2021 is the year when a critical mass of phone buyers, with major flagship phones and a lot more budget devices supporting 5G, will finally see for themselves what all this talk is about.
In his Q4 2020 earnings call, Dish Network co-founder and Chairman Charlie Ergen underscored his company’s commitment to roll out 5G wireless network by the end of Q3 2021, that is, by July – September period in its first major cities, and sounded optimistic in Dish’s ability to boost the position of US in global Network offerings. He has spent several minutes on the earnings call to recap what the company has done so far.
Under FCC commitments, Dish needs to build out a wireless network coverage of 70% of the US population by June 2023, using certain spectrum licenses, as it has to step in as a fourth major carrier option, and towards this end, Dish purchased low, mid, and high band spectrum last year and it has been estimated to have spent around $2 Billion in the recent C-band auction, accumulating its own spectrum to make the move to a full-fledged carrier.
With access to these different kinds of the spectrum, Dish has the pieces of the so-called 5G “layer cake” that will help it establish fast service with wide coverage.
As far as the infrastructure is concerned, In November Dish signed a long-term leasing agreement with Crown Castle for space on as many as 20,000 towers which represented Dish’s first major infrastructure deal, followed by a deal with Vertical Bridge, which gave Dish immediate access to Vertical Bridge’s portfolio of over 300,000 sites across all 50 U.S. states and Puerto Rico.
Recently Dish has entered into deals with seven companies for access to 4,000 macro towers across the country. These agreements provide DISH immediate access to a portfolio of towers, rooftops, utility transmission structures, billboards, and other sites used for wireless infrastructure from coast to coast.
Ergen said, at the end of the day, we’re going to have this really, really special 5G cloud-native, Open-RAN, a virtualized network that really doesn’t exist in the world today, comparing it with building the digital video when the world was analog and said that Wireless networks haven’t been upgraded from an architecture point of view in the last 30 years, and he concluded it by saying it’s not just about competition for consumers and handsets, it’s about what a 5G network can do, which includes a lot more than just consumers.

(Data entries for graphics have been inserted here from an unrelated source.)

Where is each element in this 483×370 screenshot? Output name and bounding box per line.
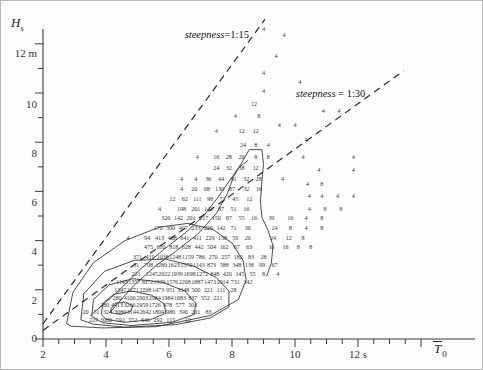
data-cell: 8	[300, 243, 322, 250]
data-cell: 12	[177, 316, 199, 323]
data-cell: 8	[257, 153, 279, 160]
data-cell: 4	[328, 107, 350, 114]
data-cell: 4	[265, 52, 287, 59]
data-cell: 8	[311, 224, 333, 231]
data-cell: 4	[224, 112, 246, 119]
data-cell: 4	[149, 205, 171, 212]
data-cell: 83	[197, 308, 219, 315]
data-cell: 4	[342, 166, 364, 173]
data-cell: 28	[223, 286, 245, 293]
data-cell: 16	[248, 185, 270, 192]
data-cell: 4	[292, 153, 314, 160]
data-cell: 8	[330, 205, 352, 212]
wave-scatter-diagram: Hs 12 m 10 8 6 4 2 0 2 4 6 8 10 12 s T0 …	[0, 0, 483, 370]
data-cell: 4	[284, 121, 306, 128]
data-cell: 4	[267, 270, 289, 277]
data-cell: 12	[243, 100, 265, 107]
data-cell: 28	[253, 253, 275, 260]
data-cell: 36	[237, 224, 259, 231]
data-cell: 8	[292, 234, 314, 241]
data-cell: 4	[271, 175, 293, 182]
data-cell: 4	[289, 78, 311, 85]
data-cell: 4	[273, 31, 295, 38]
data-cell: 67	[264, 261, 286, 268]
data-cell: 28	[248, 175, 270, 182]
data-cell-layer: 4444124841212248441628208824323812443644…	[1, 1, 483, 370]
data-cell: 4	[342, 153, 364, 160]
data-cell: 4	[308, 166, 330, 173]
data-cell: 8	[248, 112, 270, 119]
data-cell: 4	[342, 192, 364, 199]
data-cell: 4	[295, 136, 317, 143]
data-cell: 20	[237, 234, 259, 241]
data-cell: 4	[253, 25, 275, 32]
data-cell: 4	[253, 69, 275, 76]
data-cell: 8	[311, 180, 333, 187]
data-cell: 63	[238, 243, 260, 250]
data-cell: 4	[253, 87, 275, 94]
data-cell: 12	[245, 127, 267, 134]
data-cell: 4	[205, 127, 227, 134]
data-cell: 8	[311, 214, 333, 221]
data-cell: 16	[235, 205, 257, 212]
data-cell: 342	[237, 278, 259, 285]
data-cell: 12	[245, 164, 267, 171]
data-cell: 221	[207, 294, 229, 301]
data-cell: 12	[238, 195, 260, 202]
data-cell: 4	[257, 141, 279, 148]
data-cell: 503	[182, 301, 204, 308]
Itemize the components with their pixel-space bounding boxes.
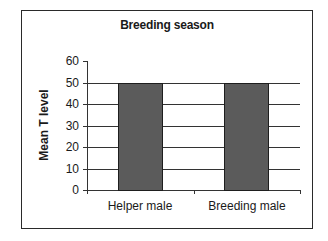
y-tick-label: 10 [57, 162, 79, 176]
bar-breeding-male [224, 83, 269, 191]
y-tick-label: 60 [57, 54, 79, 68]
x-tick [87, 190, 88, 194]
y-axis-title: Mean T level [37, 89, 51, 160]
x-tick-label: Helper male [108, 199, 173, 213]
y-tick-label: 0 [57, 183, 79, 197]
y-tick-label: 40 [57, 97, 79, 111]
y-tick-label: 30 [57, 119, 79, 133]
x-tick [194, 190, 195, 194]
bar-helper-male [118, 83, 163, 191]
y-axis [87, 61, 88, 191]
x-tick [300, 190, 301, 194]
y-tick-label: 50 [57, 76, 79, 90]
x-tick-label: Breeding male [208, 199, 285, 213]
chart-title: Breeding season [21, 18, 313, 32]
y-tick-label: 20 [57, 140, 79, 154]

Dish Network hasn’t been forthcoming with which city will get deployed first, but Charlie Ergen characterized the initial rollout as a “beta test” and promised it would be a large, “NFL city.”
“By the end of the third quarter, you’ll be able to take a phone and see if we work or not and see all of the problems – and we’ll have them for sure – and then see if we can fix them,” Ergen said. He stressed that access to radios is the “long pole in the tent.”
“It’s a big testbed that I think is going to work – kinda – day one,” Ergen said. Once the bugs and kinks are worked out, Dish’s 5G network deployments will be “cookie-cutter after that,” he added. “There certainly will be a substantial risk. There’s certainly going to be lots of problems. But we have the team and the focus to overcome that.”
Maybe he’s right. There’s a big challenge ahead of Dish, but the company doesn’t face one of the challenges plaguing the major carriers right now: keeping 4G data flowing while adding 5G.